The Range
Home, leisure and garden superstore giant based in Plymouth
What they look for (Retail & Consumer): The Range looks for retail team members who thrive in high-energy, varied environments where no two days look the same. Candidates in the Retail & Consumer category should bring strong product awareness across diverse departments, a practical approach to visual merchandising, and the ability to deliver genuine, helpful service to customers shopping for everything from furniture to craft supplies.
What does offering genuine value to customers mean to you in a discount home and garden retail setting?
From Market Stall to National Retailer
The Range began life in 1989 when Chris Dawson, a former Plymouth market trader, opened a single store in the city's Derriford area. What started as a modest discount outlet selling a broad mix of homeware and garden products has since grown into one of the UK's largest home, garden and leisure retailers, with over 200 stores across England, Scotland, Wales and Ireland. The company remains privately held and headquartered in Plymouth, a fact that gives it an unusual character among retailers of its size. While many national chains migrated their head offices to London or the Midlands decades ago, The Range has kept its roots firmly in Devon.
What The Range Actually Sells
Walking into a Range store can feel a little overwhelming at first. The product mix is exceptionally wide. A single location might carry artificial flowers, power tools, pet accessories, art supplies, bathroom furniture, confectionery, garden sheds and Christmas decorations, often under one roof spanning tens of thousands of square feet. The business model is built on offering customers breadth and value. Rather than competing with specialist retailers on depth of range in any single category, The Range draws shoppers in with the promise that they can furnish a living room, stock a craft cupboard and pick up a birthday card in a single trip.
In recent years the company has expanded into online retail as well, adding a marketplace platform that hosts third-party sellers alongside its own inventory. The digital side of the business continues to grow, but the physical stores remain the core of the operation, with new locations opening regularly in retail parks and former big-box units across the country.
The Plymouth Connection
Plymouth is more than just a pin on The Range's corporate map. The city shaped the company's culture. Chris Dawson's background as a market trader, buying end-of-line stock and selling it at competitive prices, still informs how buyers source products and how stores are merchandised. There is a directness to the business, a preference for getting things done over lengthy deliberation, that employees often cite as one of its defining traits. The head office in the Derriford area houses buying, logistics, marketing and finance teams, and Plymouth's relatively low cost of living compared to larger UK cities has helped the company attract and retain staff who might otherwise face long commutes or high rents elsewhere.
"We started with one store in Plymouth and a simple idea: give customers more for their money. That idea hasn't changed, even as the business has grown beyond anything we imagined in those early days."
Growth and Ambition
The Range's expansion over the past decade has been notable. During a period when many UK retailers were closing stores and retreating online, the company was actively opening new ones, often snapping up vacant units left behind by struggling competitors. This counter-cyclical approach, buying property and stock when others were selling, mirrors the opportunistic instinct that built the business in the first place.
The acquisition of Iceland's frozen food concession partnership in 2019 added food retail to the mix, with Iceland counters now operating inside many Range stores. This was an unusual move for a non-food retailer, but it fitted the company's philosophy of giving customers more reasons to visit. Footfall is everything in big-box retail, and every additional category that draws a shopper through the door increases the chance of an impulse purchase elsewhere in the store.
Working at The Range
Employees describe a working environment that is fast-paced and practical. Store teams are expected to be flexible, moving between departments as customer demand shifts throughout the day. Seasonal peaks, particularly around Christmas and the spring gardening season, bring significant changes in workload and product focus. For people who enjoy variety and are comfortable adapting quickly, this can be genuinely engaging. For those who prefer a narrow, well-defined role, it can be more challenging.
At head office, the culture leans towards entrepreneurial decision-making. The buying teams in particular operate with a degree of autonomy that would be unusual in a publicly listed retailer, reflecting the founder's own instincts. Career progression tends to reward initiative and results over seniority alone, and a number of senior leaders within the business started on the shop floor.
Challenges and Outlook
Like all physical retailers, The Range faces ongoing challenges from shifting consumer habits, rising operating costs and competition from online giants. Its response has been to double down on the in-store experience, investing in larger, better-located sites and continuing to broaden the product offer. The company's private ownership gives it the freedom to take a longer view than many competitors, reinvesting profits without the quarterly pressures of public markets.
As the business moves into its fourth decade, it remains one of the UK's more distinctive retail stories: a Plymouth-born enterprise that grew from a single market stall into a national chain without losing the scrappy, value-driven instinct that started it all. For jobseekers considering a career in retail, it offers something different from the polished corporate environments of the big department store groups, a business that still feels like it is being built rather than simply maintained.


§ To do:
Retyping the entries exactly is all that is required.

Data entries

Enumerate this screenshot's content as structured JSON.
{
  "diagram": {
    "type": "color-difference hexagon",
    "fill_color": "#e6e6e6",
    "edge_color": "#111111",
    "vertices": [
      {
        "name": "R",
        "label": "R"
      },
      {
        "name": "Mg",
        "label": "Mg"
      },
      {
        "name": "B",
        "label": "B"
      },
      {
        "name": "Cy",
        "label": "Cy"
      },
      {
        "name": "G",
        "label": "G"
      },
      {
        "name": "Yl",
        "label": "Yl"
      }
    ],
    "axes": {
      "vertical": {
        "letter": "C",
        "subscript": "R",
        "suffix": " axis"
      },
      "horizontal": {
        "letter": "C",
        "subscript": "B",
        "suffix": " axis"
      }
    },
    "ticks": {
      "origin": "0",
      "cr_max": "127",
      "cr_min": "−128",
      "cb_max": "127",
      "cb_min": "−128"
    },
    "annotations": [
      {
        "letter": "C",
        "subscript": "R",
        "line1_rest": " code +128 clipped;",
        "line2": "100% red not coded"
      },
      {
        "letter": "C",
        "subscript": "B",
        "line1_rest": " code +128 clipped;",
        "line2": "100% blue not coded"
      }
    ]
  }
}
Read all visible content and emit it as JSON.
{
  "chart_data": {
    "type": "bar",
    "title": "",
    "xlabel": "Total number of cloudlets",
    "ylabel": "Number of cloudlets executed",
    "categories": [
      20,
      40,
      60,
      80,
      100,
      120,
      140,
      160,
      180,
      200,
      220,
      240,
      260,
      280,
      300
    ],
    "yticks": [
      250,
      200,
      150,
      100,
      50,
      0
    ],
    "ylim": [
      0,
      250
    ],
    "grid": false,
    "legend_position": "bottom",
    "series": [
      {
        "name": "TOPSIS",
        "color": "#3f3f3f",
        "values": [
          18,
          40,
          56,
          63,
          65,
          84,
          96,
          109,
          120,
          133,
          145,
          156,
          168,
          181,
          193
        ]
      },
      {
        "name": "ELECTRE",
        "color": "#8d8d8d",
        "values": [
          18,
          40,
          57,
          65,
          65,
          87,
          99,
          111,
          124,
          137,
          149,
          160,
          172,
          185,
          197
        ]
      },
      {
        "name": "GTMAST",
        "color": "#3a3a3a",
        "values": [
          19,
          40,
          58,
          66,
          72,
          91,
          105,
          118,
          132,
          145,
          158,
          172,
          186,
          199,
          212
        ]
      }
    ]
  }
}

§ Solution below:
Enumerate this screenshot's content as structured JSON.
{
  "diagram": {
    "type": "color-difference hexagon",
    "fill_color": "#e6e6e6",
    "edge_color": "#111111",
    "vertices": [
      {
        "name": "R",
        "label": "R"
      },
      {
        "name": "Mg",
        "label": "Mg"
      },
      {
        "name": "B",
        "label": "B"
      },
      {
        "name": "Cy",
        "label": "Cy"
      },
      {
        "name": "G",
        "label": "G"
      },
      {
        "name": "Yl",
        "label": "Yl"
      }
    ],
    "axes": {
      "vertical": {
        "letter": "C",
        "subscript": "R",
        "suffix": " axis"
      },
      "horizontal": {
        "letter": "C",
        "subscript": "B",
        "suffix": " axis"
      }
    },
    "ticks": {
      "origin": "0",
      "cr_max": "127",
      "cr_min": "−128",
      "cb_max": "127",
      "cb_min": "−128"
    },
    "annotations": [
      {
        "letter": "C",
        "subscript": "R",
        "line1_rest": " code +128 clipped;",
        "line2": "100% red not coded"
      },
      {
        "letter": "C",
        "subscript": "B",
        "line1_rest": " code +128 clipped;",
        "line2": "100% blue not coded"
      }
    ]
  }
}
Read all visible content and emit it as JSON.
{
  "chart_data": {
    "type": "bar",
    "title": "",
    "xlabel": "Total number of cloudlets",
    "ylabel": "Number of cloudlets executed",
    "categories": [
      20,
      40,
      60,
      80,
      100,
      120,
      140,
      160,
      180,
      200,
      220,
      240,
      260,
      280,
      300
    ],
    "yticks": [
      250,
      200,
      150,
      100,
      50,
      0
    ],
    "ylim": [
      0,
      250
    ],
    "grid": false,
    "legend_position": "bottom",
    "series": [
      {
        "name": "TOPSIS",
        "color": "#3f3f3f",
        "values": [
          18,
          40,
          56,
          63,
          65,
          84,
          96,
          109,
          120,
          133,
          145,
          156,
          168,
          181,
          193
        ]
      },
      {
        "name": "ELECTRE",
        "color": "#8d8d8d",
        "values": [
          18,
          40,
          57,
          65,
          65,
          87,
          99,
          111,
          124,
          137,
          149,
          160,
          172,
          185,
          197
        ]
      },
      {
        "name": "GTMAST",
        "color": "#3a3a3a",
        "values": [
          19,
          40,
          58,
          66,
          72,
          91,
          105,
          118,
          132,
          145,
          158,
          172,
          186,
          199,
          212
        ]
      }
    ]
  }
}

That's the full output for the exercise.